Connectivity infrastructure is the lifeline of Europe’s digital future. By 2030 all households should have access to Gigabit networks, all populated areas should be covered by 5G and 10.000 carbon neutral, secure edge nodes should be deployed across the EU. These are the goals that the European Commission has set with its Digital Decade targets.
As Commissioner Thierry Breton stressed in his speech at an event in early June these targets remain Europe’s digital vision and ambition. Importantly, together with the European Declaration on Digital Rights and Principles for the Digital Decade they are the result of a democratic process and hence the European Commission has the duty towards European citizens in ensuring that they are reached.
Yet, despite the huge investments by European telecom operators, the European Commission estimates a funding gap of €174bn to reach these connectivity goals. Europe risks being stuck to reap the potential of advanced digital services and technologies like AI, web3, immersive technologies, or the Internet of Things.
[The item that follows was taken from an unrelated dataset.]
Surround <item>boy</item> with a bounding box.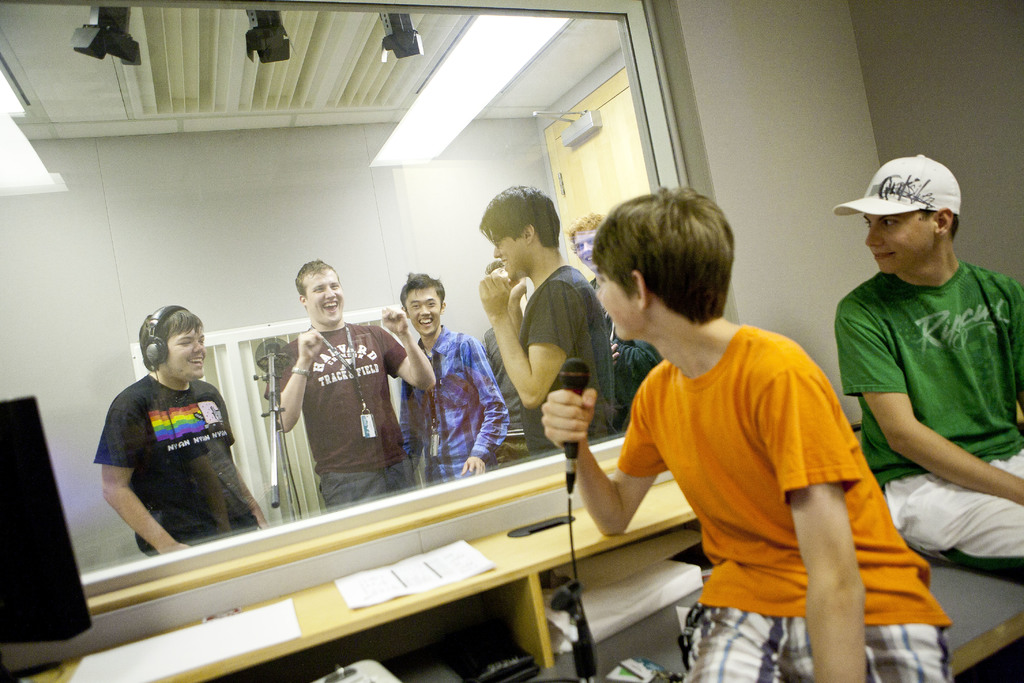
[391, 265, 509, 480].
Therefore, we urgently need to find a solution of how to address this investment gap as one key part of measures to bring Europe to the digital forefront.
A new framework to unlock Europe’s digital future
On 13 June, the European Parliament voted in favour of the Competition Policy Report (428 votes in favour, 147 against and 55 abstentions). Among various measures, the report calls for a policy framework where Large Traffic Generators (LTGs) contribute fairly to the adequate funding of telecom networks without prejudice to net neutrality. The large backing by European parliamentarians for such a framework expresses a clear mandate to address and mitigate persistent asymmetries in bargaining power between LTGs and telecom operators and to re-establish a fair balance in the value chain.
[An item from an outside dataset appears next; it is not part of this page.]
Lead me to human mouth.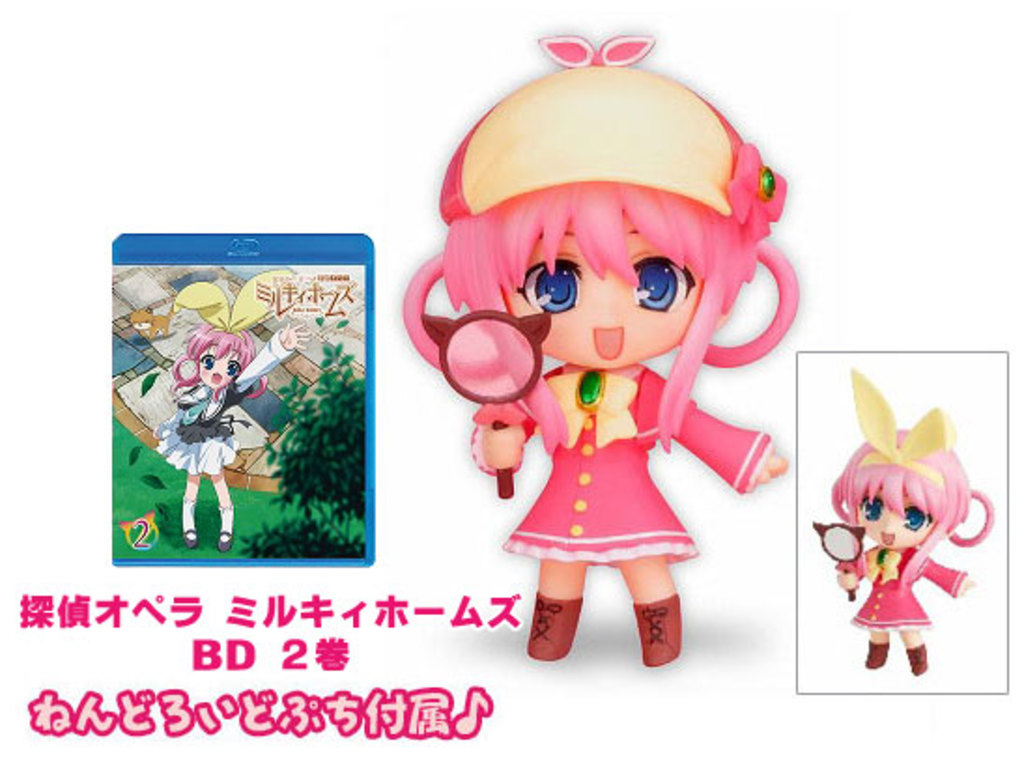
Lead to l=876, t=529, r=893, b=542.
Moving forward with legislation to ensure the economic sustainability of telecom networks is essential to achieve high performance connectivity for all EU citizens and businesses. Such legislation must be based on data and evidence collected by the Commission in their recent public consultation on the future of connectivity infrastructure. Telefónica and other European operators have long been calling for LTGs to contribute their Fair Share to European connectivity infrastructure. The proposed mechanism aims tore-balance the Internet value chain by ensuring that LTGs pay for the traffic delivery service provided to them by telecoms. The Fair Share proposal is one pillar of the solution for boosting Europe’s digitalization.
Consequently, this vote is an important step for Europe’s digital future. It is a step towards unlocking the benefits that high-speed connectivity infrastructure can bring for a first-class digital society and economy in Europe that leaves no one behind.